A few prominent Russians have spoken out, mostly from outside the country, but officials have toed the Kremlin line.
Yet on Monday, a midlevel diplomat in Russia’s mission to the United Nations in Geneva resigned with a scathing public statement calling out his own country’s “bloody, witless and absolutely needless ignominy,” and accusing its leaders of caring only about their own power and luxuries.
“The aggressive war unleashed by Putin against Ukraine,” the diplomat, Boris Bondarev wrote, is “a crime against the Ukrainian people” and against Russians, as well. He said the Foreign Ministry, where he worked for 20 years, “is all about warmongering, lies and hatred.”

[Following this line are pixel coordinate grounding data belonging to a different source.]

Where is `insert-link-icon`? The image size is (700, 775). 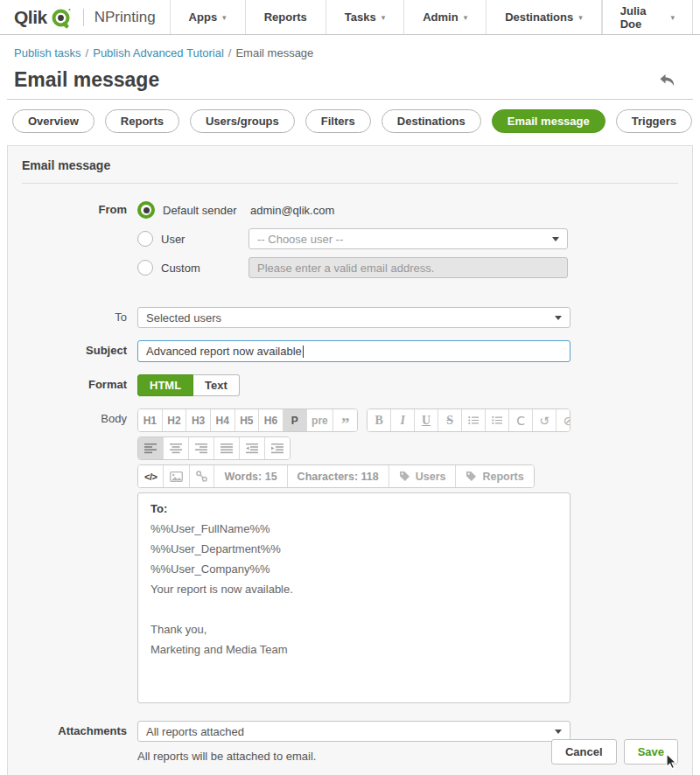 insert-link-icon is located at coordinates (202, 476).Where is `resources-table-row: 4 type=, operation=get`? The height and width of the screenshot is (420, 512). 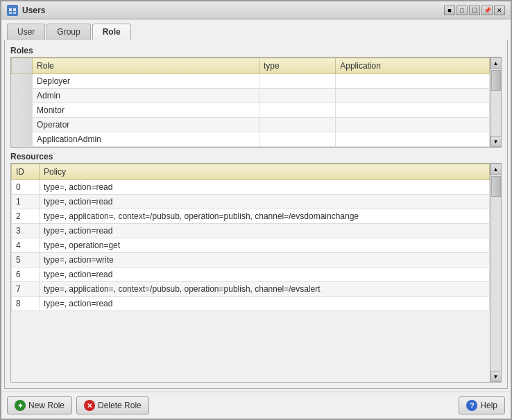 resources-table-row: 4 type=, operation=get is located at coordinates (251, 245).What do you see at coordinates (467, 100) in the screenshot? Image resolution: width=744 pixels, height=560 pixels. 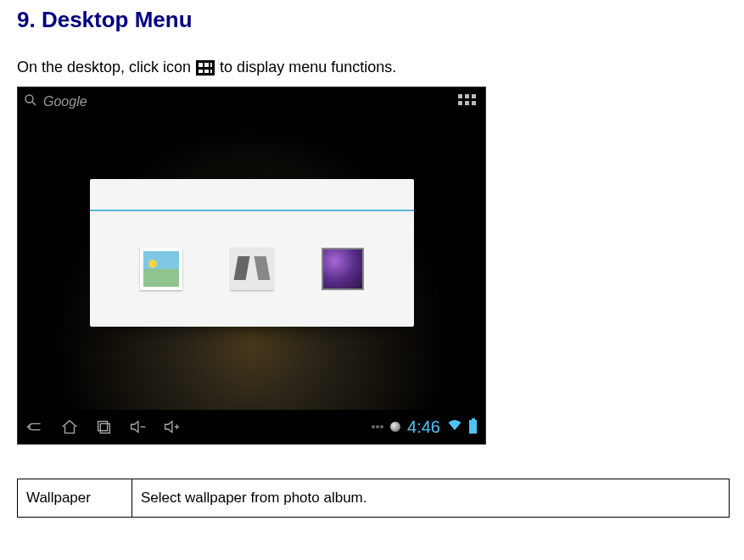 I see `apps-launcher-icon` at bounding box center [467, 100].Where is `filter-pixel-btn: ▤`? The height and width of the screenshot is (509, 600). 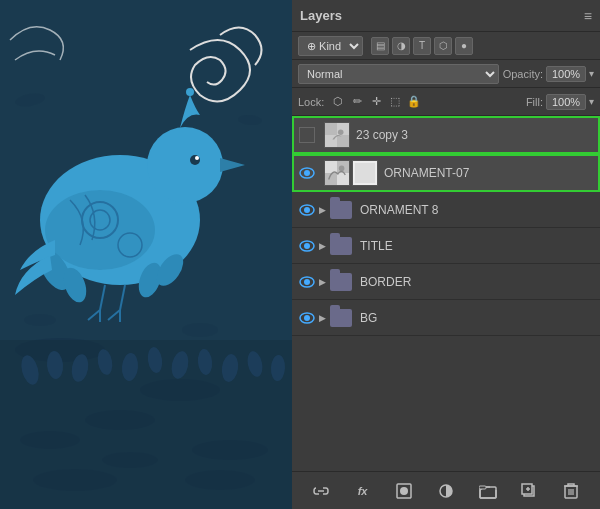 filter-pixel-btn: ▤ is located at coordinates (380, 46).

In an interview, he said that within the ministry, “there are people — not so few — who think as I do. But most, I think, are still in the thrall of this propaganda that they receive and that they, in part, create.” He said that diplomats sent misleading reports back to Moscow, telling their superiors only what they wanted to hear.
Partly as a result, he said, the Kremlin “got Ukraine wrong, they got the West wrong, they basically got everything wrong.”
Matina Stevis-Gridneff reported from Davos, Anton Troianovski from Istanbul and Richard Pérez-Peña from New York. Reporting was contributed by Mark Landler from Davos; Zolan Kanno-Youngs from Tokyo; Peter Baker from Seoul; Andrew E. Kramer from Pokrovsk, Ukraine; Valerie Hopkins from Kyiv; Nick Cumming-Bruce from Geneva; and Matthew Mpoke Bigg from Krakow, Poland.